Hi,

Les Mikesell wrote on 2009-07-07 12:17:56 -0500 [Re: [BackupPC-users] Hardware 
considerations for building dedicated backuppc server]:
> Filipe Brandenburger wrote:
> > On Mon, Jul 6, 2009 at 23:57, Les Mikesell<lesmikes...@gmail.com> wrote:
> >> The only thing that seems slightly strange in the graphs is the load 
> >> average
> >> going to 12 as the backups start and staying there a couple of hours.  
> >> Normally
> >> that's the average number of 'other' processes that are waiting for CPU but
> >> otherwise runnable (i.e. not themselves blocked on i/o).
> > 
> > I used to think that, but in fact processes that are blocked in disk
> > i/o (the ones in "D" state) do count in load average. So the load
> > average of 12 in this case probably means processes writing to the
> > disk.
> 
> That must be a Linux quirk (bug?) but it does explain some numbers I've 
> seen.

if it is, it's inherited at least from SunOS (and HP-UX, if I remember
correctly). I haven't been using Solaris for quite a while, so I can't say
if the load on NFS clients still goes up when NFS servers go down. SunOS 5.10
w(1) documents the load to mean "average number of jobs in the run queue",
which should *not* include processes waiting for I/O. Probably a Solaris quirk
(bug?) though.

Both ways of defining load make sense. Processes waiting for short term disk
I/O are using resources (and would probably be running if the disk was simply
faster). NFS I/O is not necessarily "short term", but that's a different
matter.

Linux uptime(1) documents what "system load" means on Linux.

Wherever it matters, you won't be looking at a single figure to measure your
system's state anyway.

> Regardless, there shouldn't be that many things running.

Yes, running BackupPC_nightly outside the backup window (as has already been
agreed upon) is definitely important.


■ Activity
Report the number of lines in the records below that contain the word "this", and nothing more.
*** Material supplied ***
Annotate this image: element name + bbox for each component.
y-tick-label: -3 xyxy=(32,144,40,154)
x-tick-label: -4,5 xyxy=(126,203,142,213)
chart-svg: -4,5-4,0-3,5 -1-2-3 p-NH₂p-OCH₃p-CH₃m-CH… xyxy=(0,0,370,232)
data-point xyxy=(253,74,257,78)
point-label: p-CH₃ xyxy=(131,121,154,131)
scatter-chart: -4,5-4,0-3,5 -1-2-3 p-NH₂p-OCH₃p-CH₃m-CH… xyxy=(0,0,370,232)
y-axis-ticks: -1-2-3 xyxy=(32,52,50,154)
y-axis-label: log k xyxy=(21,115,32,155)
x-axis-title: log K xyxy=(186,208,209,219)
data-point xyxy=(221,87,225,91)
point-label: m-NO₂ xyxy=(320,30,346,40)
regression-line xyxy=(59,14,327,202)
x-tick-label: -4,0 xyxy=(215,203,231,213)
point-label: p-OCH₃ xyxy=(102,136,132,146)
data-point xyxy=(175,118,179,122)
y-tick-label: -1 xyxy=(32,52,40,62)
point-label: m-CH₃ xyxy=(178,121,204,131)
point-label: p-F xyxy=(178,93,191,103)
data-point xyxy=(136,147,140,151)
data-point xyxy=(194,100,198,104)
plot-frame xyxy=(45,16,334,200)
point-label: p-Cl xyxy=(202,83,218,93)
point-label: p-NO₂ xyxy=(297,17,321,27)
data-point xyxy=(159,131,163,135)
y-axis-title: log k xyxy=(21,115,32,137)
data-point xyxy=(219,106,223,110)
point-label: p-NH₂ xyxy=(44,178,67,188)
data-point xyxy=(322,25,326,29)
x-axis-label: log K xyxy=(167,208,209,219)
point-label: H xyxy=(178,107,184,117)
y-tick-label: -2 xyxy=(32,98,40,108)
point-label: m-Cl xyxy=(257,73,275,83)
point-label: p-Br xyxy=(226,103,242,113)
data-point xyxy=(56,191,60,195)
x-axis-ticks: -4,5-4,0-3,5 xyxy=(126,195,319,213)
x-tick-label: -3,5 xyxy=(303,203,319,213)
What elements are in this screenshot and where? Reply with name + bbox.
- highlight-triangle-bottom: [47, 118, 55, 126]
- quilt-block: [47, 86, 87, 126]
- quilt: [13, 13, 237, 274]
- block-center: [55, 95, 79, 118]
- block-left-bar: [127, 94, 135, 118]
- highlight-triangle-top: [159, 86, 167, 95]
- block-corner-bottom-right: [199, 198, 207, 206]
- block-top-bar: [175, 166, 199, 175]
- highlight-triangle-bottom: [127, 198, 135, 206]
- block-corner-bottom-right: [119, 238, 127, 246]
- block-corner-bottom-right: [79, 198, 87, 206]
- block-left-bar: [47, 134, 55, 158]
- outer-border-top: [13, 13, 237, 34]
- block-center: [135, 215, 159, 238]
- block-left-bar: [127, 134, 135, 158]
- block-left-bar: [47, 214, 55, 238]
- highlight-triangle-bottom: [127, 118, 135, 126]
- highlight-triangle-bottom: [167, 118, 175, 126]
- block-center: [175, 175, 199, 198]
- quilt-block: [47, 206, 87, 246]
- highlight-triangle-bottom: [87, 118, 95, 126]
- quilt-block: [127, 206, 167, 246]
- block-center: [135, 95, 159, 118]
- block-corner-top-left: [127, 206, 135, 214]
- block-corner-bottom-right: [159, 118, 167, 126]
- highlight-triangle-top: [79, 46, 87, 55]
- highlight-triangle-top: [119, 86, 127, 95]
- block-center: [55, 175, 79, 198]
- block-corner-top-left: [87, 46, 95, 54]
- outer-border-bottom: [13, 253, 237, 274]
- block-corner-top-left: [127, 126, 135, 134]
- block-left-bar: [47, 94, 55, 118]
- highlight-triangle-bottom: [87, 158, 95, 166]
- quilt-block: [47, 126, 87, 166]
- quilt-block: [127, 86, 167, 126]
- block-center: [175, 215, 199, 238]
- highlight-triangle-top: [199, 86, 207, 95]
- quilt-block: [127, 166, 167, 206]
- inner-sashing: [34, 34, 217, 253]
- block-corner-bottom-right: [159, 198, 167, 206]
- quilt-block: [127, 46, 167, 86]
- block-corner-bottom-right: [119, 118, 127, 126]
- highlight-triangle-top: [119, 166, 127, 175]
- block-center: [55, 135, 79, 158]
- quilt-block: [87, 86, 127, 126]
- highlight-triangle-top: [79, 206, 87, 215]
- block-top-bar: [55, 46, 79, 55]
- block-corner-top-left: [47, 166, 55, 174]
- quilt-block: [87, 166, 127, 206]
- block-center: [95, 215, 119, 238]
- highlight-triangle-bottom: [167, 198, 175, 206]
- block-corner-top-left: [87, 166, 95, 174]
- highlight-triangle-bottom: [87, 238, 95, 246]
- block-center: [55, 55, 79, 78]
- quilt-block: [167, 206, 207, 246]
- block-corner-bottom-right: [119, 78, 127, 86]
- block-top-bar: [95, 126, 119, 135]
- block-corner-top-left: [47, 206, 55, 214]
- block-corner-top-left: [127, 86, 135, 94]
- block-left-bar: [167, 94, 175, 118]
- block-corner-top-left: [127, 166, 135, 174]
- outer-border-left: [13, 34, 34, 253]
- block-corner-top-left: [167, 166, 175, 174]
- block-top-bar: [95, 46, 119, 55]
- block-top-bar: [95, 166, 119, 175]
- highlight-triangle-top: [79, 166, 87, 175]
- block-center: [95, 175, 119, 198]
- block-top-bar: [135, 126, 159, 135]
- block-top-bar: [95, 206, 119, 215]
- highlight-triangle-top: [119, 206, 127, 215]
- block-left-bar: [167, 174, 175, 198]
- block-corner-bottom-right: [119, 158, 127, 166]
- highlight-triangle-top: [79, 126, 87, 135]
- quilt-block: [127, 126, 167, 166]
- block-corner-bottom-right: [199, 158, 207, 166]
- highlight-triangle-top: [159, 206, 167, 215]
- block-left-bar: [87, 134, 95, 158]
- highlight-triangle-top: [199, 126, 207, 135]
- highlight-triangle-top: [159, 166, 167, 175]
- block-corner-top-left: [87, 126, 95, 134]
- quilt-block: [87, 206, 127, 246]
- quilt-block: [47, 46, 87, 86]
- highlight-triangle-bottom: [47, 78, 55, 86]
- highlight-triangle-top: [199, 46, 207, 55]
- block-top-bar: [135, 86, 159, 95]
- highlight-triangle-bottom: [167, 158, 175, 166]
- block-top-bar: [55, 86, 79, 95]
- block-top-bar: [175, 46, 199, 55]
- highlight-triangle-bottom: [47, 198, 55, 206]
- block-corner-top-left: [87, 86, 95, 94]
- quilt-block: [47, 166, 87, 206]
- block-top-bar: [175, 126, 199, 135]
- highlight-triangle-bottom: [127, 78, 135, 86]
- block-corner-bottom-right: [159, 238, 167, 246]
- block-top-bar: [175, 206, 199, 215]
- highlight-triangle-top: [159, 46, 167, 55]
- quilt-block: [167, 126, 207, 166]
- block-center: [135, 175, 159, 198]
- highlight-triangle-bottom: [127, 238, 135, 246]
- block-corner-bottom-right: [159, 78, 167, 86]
*** End of Material supplied ***
■ Your solution
2